Objective
This article explains the architectural order of operations for Source Insert Functions and Segment replays. It clarifies why replays do not apply new function transformations to historical data, why certain properties might remain null after a replay, and what happens when events are permanently dropped at the ingestion edge due to function errors (such as an EventNotSupported error).
Product
Twilio Segment
Environment
Segment Console
User Account Permission/Role(s) Required
Workspace Owner
Procedure
To understand how Source Insert Functions impact your data replays and historical archives, please review the following architectural behaviors:
- Understand the Order of Operations for Live Events: When a live event hits Segment, it passes through the Source Insert Function first. After the function mutates the payload, Segment saves that final, transformed event into our historical S3 archives.
- Understand How Replays Bypass Functions: Replays completely bypass Source Insert Functions. When a replay is triggered, it pulls the raw JSON payloads exactly as they were saved in the S3 archives (subject to your workspace's data retention period) and sends them directly to your destination.

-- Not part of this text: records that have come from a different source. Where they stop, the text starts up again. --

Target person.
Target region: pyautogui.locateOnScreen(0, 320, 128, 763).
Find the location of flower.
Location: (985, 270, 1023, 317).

- Identify Why Replayed Data Lacks New Transformations: Because historical events are saved to our archives before you deploy a corrected or updated function, replays will replace old destination rows with the exact same untransformed historical data. Replays cannot dynamically apply new Source Insert Function logic to old data.

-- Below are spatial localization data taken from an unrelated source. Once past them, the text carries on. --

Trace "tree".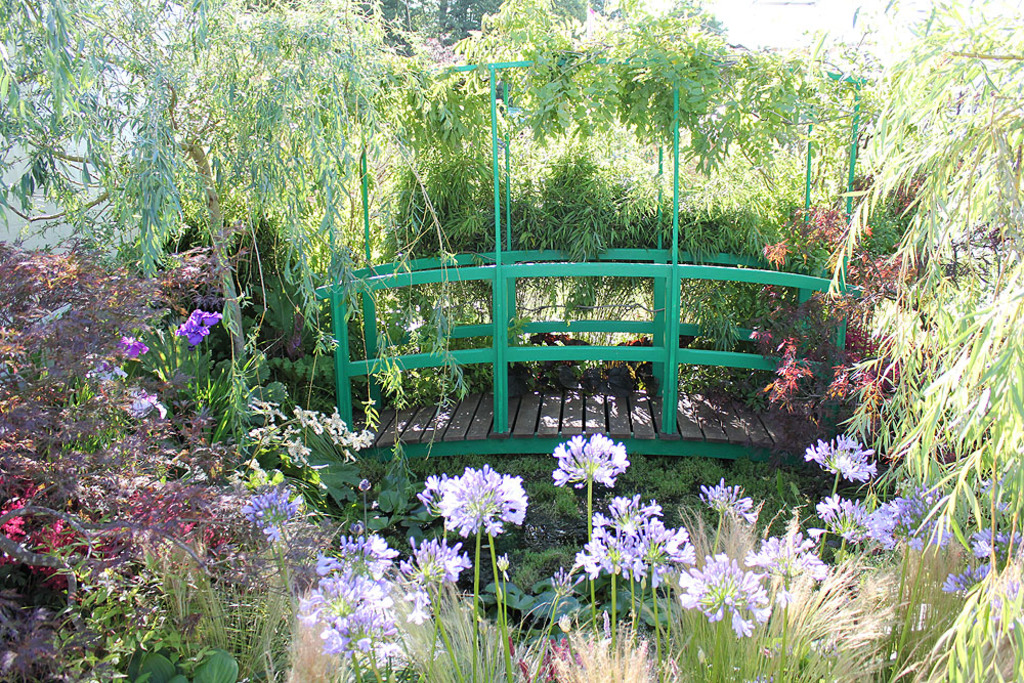
Traced to <region>820, 2, 1023, 682</region>.
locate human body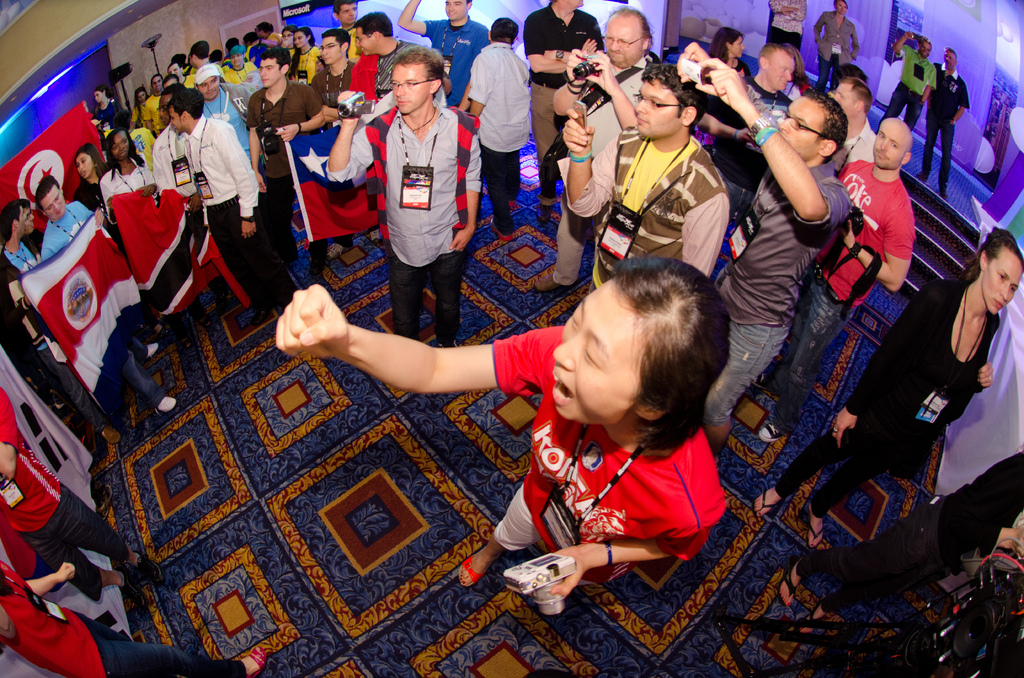
pyautogui.locateOnScreen(785, 455, 1023, 628)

- Recognize the Impact of Dropped Events: If a misconfigured Source Insert Function throws an error (for example, dropping non-track events), those payloads are completely rejected at the Segment ingestion edge.

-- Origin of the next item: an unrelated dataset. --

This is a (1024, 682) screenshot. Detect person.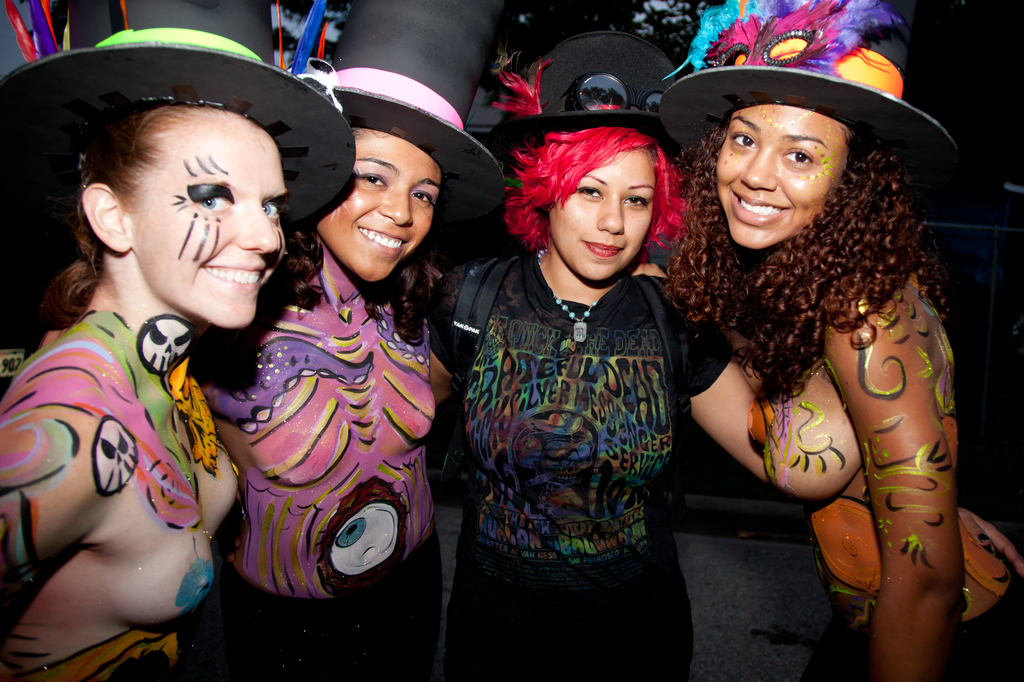
bbox=(190, 0, 499, 681).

- Understand Permanent Data Loss: Because dropped events are never saved to historical S3 archives, they cannot be recovered. Replays rely entirely on these archives, meaning we cannot replay data that was never successfully stored. Those specific events are permanently lost.
Additional Information
Because Segment replays cannot dynamically transform historical data through updated Source Functions, the best path forward to backfill missing properties is to handle the mutation directly within the data warehouse.